What is Zero-Shot prompting
Zero-Shot Prompting is a fundamental type of prompting technique. It is considered the simplest type of prompt.
Here's a breakdown of what the sources say about zero-shot prompting:
- Definition: A zero-shot prompt provides only a description of a task and some text for the Large Language Model (LLM) to get started with.
- Key Characteristic: The name "zero-shot" explicitly stands for 'no examples'. Unlike one-shot or few-shot prompting, it does not include demonstrations or examples of the desired input/output pattern. Only an instruction in natural language is given to the model.
- Input: This input could be various things, such as a question, the beginning of a story, or instructions.
- Purpose: It is often used as a baseline prompting technique.
- Usage: When zero-shot prompting is insufficient to achieve the desired results, providing examples (one-shot or few-shot prompting) can be necessary.
- Variations: There are standalone zero-shot techniques, as well as techniques that combine zero-shot prompting with other concepts, such as Zero-Shot Chain-of-Thought (CoT). Zero-Shot-CoT involves appending a thought-inducing phrase to the prompt and does not require exemplars.
For example, a zero-shot prompt might simply be "Classify movie reviews as POSITIVE, NEUTRAL or NEGATIVE." followed by the review text, and the model is expected to provide the sentiment classification based solely on the instruction and the input text, without seeing previous examples of reviews and their corresponding classifications. In a benchmarking study, a zero-shot baseline involved running questions directly through the model with only a base instruction and the question, without any exemplars or thought inducers.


■ **WHAT THE TASK ASKS**:
Scan the lines below; pull out those with "caption".

■ **DATA LISTING**:
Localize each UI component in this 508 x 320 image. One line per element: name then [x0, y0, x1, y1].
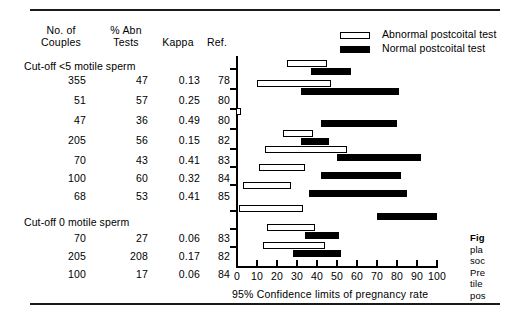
x-axis-tick — [256, 260, 258, 267]
cell-couples: 70 — [30, 154, 86, 166]
legend-label-abnormal: Abnormal postcoital test — [382, 28, 496, 40]
bottom-rule — [30, 303, 500, 305]
caption-line-4: Pre — [470, 267, 485, 278]
cell-ref: 84 — [198, 268, 230, 280]
data-table: No. of Couples % Abn Tests Kappa Ref. — [0, 22, 228, 56]
cell-couples: 70 — [30, 232, 86, 244]
caption-line-5: tile — [470, 278, 483, 289]
legend-swatch-open-icon — [340, 32, 370, 39]
cell-kappa: 0.13 — [150, 74, 200, 86]
x-axis-tick — [436, 260, 438, 267]
y-axis-tick — [230, 108, 236, 110]
table-row: 70 27 0.06 83 — [0, 232, 228, 246]
y-axis-tick — [230, 166, 236, 168]
header-couples-line2: Couples — [41, 36, 81, 48]
bar-abnormal — [263, 242, 325, 249]
cell-ref: 82 — [198, 250, 230, 262]
x-axis-label-70: 70 — [362, 270, 392, 282]
cell-ref: 84 — [198, 172, 230, 184]
x-axis-label-60: 60 — [342, 270, 372, 282]
bar-normal — [301, 138, 329, 145]
table-header-row: No. of Couples % Abn Tests Kappa Ref. — [0, 22, 228, 56]
cell-kappa: 0.25 — [150, 94, 200, 106]
cell-abn: 36 — [98, 114, 148, 126]
x-axis-tick — [396, 260, 398, 267]
x-axis-tick — [296, 260, 298, 267]
x-axis-tick — [376, 260, 378, 267]
group-label-cutoff-5: Cut-off <5 motile sperm — [24, 60, 136, 72]
table-row: 68 53 0.41 85 — [0, 190, 228, 204]
y-axis-tick — [230, 68, 236, 70]
x-axis-label-90: 90 — [402, 270, 432, 282]
cell-abn: 43 — [98, 154, 148, 166]
bar-normal — [293, 250, 341, 257]
table-row: 47 36 0.49 80 — [0, 114, 228, 128]
caption-line-1: Fig — [470, 232, 485, 243]
header-couples-line1: No. of — [46, 24, 75, 36]
y-axis-tick — [230, 88, 236, 90]
cell-kappa: 0.15 — [150, 134, 200, 146]
bar-normal — [337, 154, 421, 161]
x-axis-title: 95% Confidence limits of pregnancy rate — [232, 288, 428, 300]
cell-kappa: 0.17 — [150, 250, 200, 262]
caption-line-2: pla — [470, 244, 483, 255]
cell-abn: 60 — [98, 172, 148, 184]
cell-abn: 208 — [98, 250, 148, 262]
cell-kappa: 0.32 — [150, 172, 200, 184]
cell-kappa: 0.41 — [150, 154, 200, 166]
y-axis-tick — [230, 128, 236, 130]
cell-ref: 83 — [198, 154, 230, 166]
y-axis-tick — [230, 210, 236, 212]
bar-normal — [301, 88, 399, 95]
legend-label-normal: Normal postcoital test — [382, 42, 485, 54]
x-axis-tick — [416, 260, 418, 267]
cell-abn: 53 — [98, 190, 148, 202]
cell-kappa: 0.06 — [150, 268, 200, 280]
header-ref: Ref. — [200, 36, 234, 48]
cell-kappa: 0.49 — [150, 114, 200, 126]
table-row: 100 60 0.32 84 — [0, 172, 228, 186]
bar-abnormal — [267, 224, 315, 231]
cell-couples: 205 — [30, 250, 86, 262]
top-rule — [30, 9, 500, 11]
cell-couples: 355 — [30, 74, 86, 86]
header-abn-line2: Tests — [113, 36, 139, 48]
x-axis-label-50: 50 — [322, 270, 352, 282]
cell-abn: 47 — [98, 74, 148, 86]
y-axis-line — [236, 56, 238, 268]
bar-abnormal — [239, 205, 303, 212]
y-axis-tick — [230, 228, 236, 230]
caption-line-3: soc — [470, 255, 485, 266]
cell-couples: 51 — [30, 94, 86, 106]
cell-ref: 80 — [198, 114, 230, 126]
table-row: 100 17 0.06 84 — [0, 268, 228, 282]
bar-abnormal — [265, 146, 347, 153]
x-axis-tick — [236, 260, 238, 267]
cell-abn: 57 — [98, 94, 148, 106]
table-row: 51 57 0.25 80 — [0, 94, 228, 108]
y-axis-tick — [230, 184, 236, 186]
cell-ref: 78 — [198, 74, 230, 86]
legend-swatch-solid-icon — [340, 46, 370, 53]
x-axis-tick — [276, 260, 278, 267]
cell-ref: 82 — [198, 134, 230, 146]
table-row: 70 43 0.41 83 — [0, 154, 228, 168]
cell-kappa: 0.41 — [150, 190, 200, 202]
header-no-of-couples: No. of Couples — [30, 24, 92, 48]
header-pct-abn-tests: % Abn Tests — [98, 24, 154, 48]
cell-couples: 68 — [30, 190, 86, 202]
x-axis-label-100: 100 — [422, 270, 452, 282]
caption-line-6: pos — [470, 290, 486, 301]
x-axis-tick — [316, 260, 318, 267]
bar-normal — [377, 213, 437, 220]
header-abn-line1: % Abn — [110, 24, 141, 36]
x-axis-label-10: 10 — [242, 270, 272, 282]
table-row: 205 56 0.15 82 — [0, 134, 228, 148]
table-row: 355 47 0.13 78 — [0, 74, 228, 88]
x-axis-tick — [336, 260, 338, 267]
cell-couples: 100 — [30, 172, 86, 184]
cell-couples: 47 — [30, 114, 86, 126]
bar-abnormal — [287, 60, 327, 67]
cell-kappa: 0.06 — [150, 232, 200, 244]
cell-abn: 56 — [98, 134, 148, 146]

■ **SOLUTION TO THIS EXERCISE**:
caption-line-4: Pre — [470, 267, 485, 278]
caption-line-5: tile — [470, 278, 483, 289]
caption-line-1: Fig — [470, 232, 485, 243]
caption-line-2: pla — [470, 244, 483, 255]
caption-line-3: soc — [470, 255, 485, 266]
caption-line-6: pos — [470, 290, 486, 301]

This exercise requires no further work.